Early experience of the pandemic influenza H1N1 2009 epidemic in Taiwan
Author(s) -
TzongHann Yang,
Dachen Chu,
Bor-Shen Hu,
Yu-Tse Hung,
Pesus Chou
Publication year - 2011
Publication title -
journal of the chinese medical association
Language(s) - English
Resource type - Journals
SCImago Journal Rank - 0.535
H-Index - 42
eISSN - 1728-7731
pISSN - 1726-4901
DOI - 10.1016/j.jcma.2011.05.005
Subject(s) - medicine , sore throat , myalgia , lymphocytopenia , leukopenia , outbreak , pandemic , oseltamivir , leukocytopenia , malaise , pediatrics , disease , surgery , virology , infectious disease (medical specialty) , covid-19 , chemotherapy , lymphocyte
A novel influenza H1N1 began in March 2009, rapidly spread, and then became a pandemic outbreak.
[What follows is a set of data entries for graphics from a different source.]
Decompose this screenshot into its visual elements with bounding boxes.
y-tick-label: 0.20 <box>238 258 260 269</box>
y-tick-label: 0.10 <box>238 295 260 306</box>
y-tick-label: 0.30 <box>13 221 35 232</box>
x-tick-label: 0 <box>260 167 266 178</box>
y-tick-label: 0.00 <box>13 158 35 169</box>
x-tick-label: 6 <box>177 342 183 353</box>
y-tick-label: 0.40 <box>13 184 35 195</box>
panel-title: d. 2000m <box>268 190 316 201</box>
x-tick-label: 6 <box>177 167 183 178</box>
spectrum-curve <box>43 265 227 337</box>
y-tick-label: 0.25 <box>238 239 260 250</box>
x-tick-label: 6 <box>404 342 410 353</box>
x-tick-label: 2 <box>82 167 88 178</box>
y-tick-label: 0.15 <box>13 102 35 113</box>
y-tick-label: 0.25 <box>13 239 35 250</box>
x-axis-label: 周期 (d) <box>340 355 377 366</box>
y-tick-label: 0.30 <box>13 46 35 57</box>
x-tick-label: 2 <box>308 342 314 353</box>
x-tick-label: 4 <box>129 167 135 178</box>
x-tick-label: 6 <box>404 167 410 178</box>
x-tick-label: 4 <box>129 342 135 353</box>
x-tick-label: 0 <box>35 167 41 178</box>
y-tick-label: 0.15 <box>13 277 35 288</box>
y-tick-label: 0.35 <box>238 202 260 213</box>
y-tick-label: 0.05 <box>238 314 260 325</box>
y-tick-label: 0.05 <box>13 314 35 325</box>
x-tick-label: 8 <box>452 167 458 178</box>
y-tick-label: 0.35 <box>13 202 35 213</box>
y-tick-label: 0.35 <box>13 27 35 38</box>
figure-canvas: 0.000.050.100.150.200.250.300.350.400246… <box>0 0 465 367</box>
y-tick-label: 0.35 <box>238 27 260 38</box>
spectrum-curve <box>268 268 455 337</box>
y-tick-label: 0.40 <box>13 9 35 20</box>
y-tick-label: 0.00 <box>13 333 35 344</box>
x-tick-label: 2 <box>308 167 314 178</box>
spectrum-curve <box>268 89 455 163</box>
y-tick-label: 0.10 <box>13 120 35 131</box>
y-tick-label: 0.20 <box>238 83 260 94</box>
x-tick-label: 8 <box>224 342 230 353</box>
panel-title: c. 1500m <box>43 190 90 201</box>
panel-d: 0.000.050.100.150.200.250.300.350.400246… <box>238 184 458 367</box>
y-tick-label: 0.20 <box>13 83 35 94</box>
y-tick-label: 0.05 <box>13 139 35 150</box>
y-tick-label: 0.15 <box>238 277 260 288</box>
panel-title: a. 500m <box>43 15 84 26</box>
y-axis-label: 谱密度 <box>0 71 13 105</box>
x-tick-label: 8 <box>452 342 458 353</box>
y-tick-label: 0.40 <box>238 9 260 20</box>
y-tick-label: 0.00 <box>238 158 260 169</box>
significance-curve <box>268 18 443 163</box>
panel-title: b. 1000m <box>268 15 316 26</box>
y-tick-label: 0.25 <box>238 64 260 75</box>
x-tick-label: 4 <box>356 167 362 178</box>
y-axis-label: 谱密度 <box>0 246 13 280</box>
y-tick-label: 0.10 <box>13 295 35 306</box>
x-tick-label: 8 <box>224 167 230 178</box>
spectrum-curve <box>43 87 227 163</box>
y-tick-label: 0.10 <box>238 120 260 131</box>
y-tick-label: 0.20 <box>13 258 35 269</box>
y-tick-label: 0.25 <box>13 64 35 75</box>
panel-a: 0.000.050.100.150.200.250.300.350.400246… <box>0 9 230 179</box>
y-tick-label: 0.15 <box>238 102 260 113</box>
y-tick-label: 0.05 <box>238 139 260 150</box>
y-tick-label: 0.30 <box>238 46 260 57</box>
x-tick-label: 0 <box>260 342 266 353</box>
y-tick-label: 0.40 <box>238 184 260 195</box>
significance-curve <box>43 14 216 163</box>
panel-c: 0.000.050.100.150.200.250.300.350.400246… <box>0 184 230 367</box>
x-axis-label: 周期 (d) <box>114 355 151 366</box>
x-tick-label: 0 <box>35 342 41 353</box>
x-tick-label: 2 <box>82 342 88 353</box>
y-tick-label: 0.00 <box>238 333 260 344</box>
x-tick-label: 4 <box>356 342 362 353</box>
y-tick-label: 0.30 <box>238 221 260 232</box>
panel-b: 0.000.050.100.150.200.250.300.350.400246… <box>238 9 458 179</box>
Diagnosis by polymerase chain reaction result was not always available because of a surge in workload and therefore clinical diagnosis became important. However, clinical differences between the patients infected by the novel H1N1 virus and those infected by the influenza-like non-novel H1N1 have not been reported. This study was conducted to compare the demographic background, clinical manifestations, and laboratory findings between novel H1N1 influenza infections and other non-novel H1N1 infections.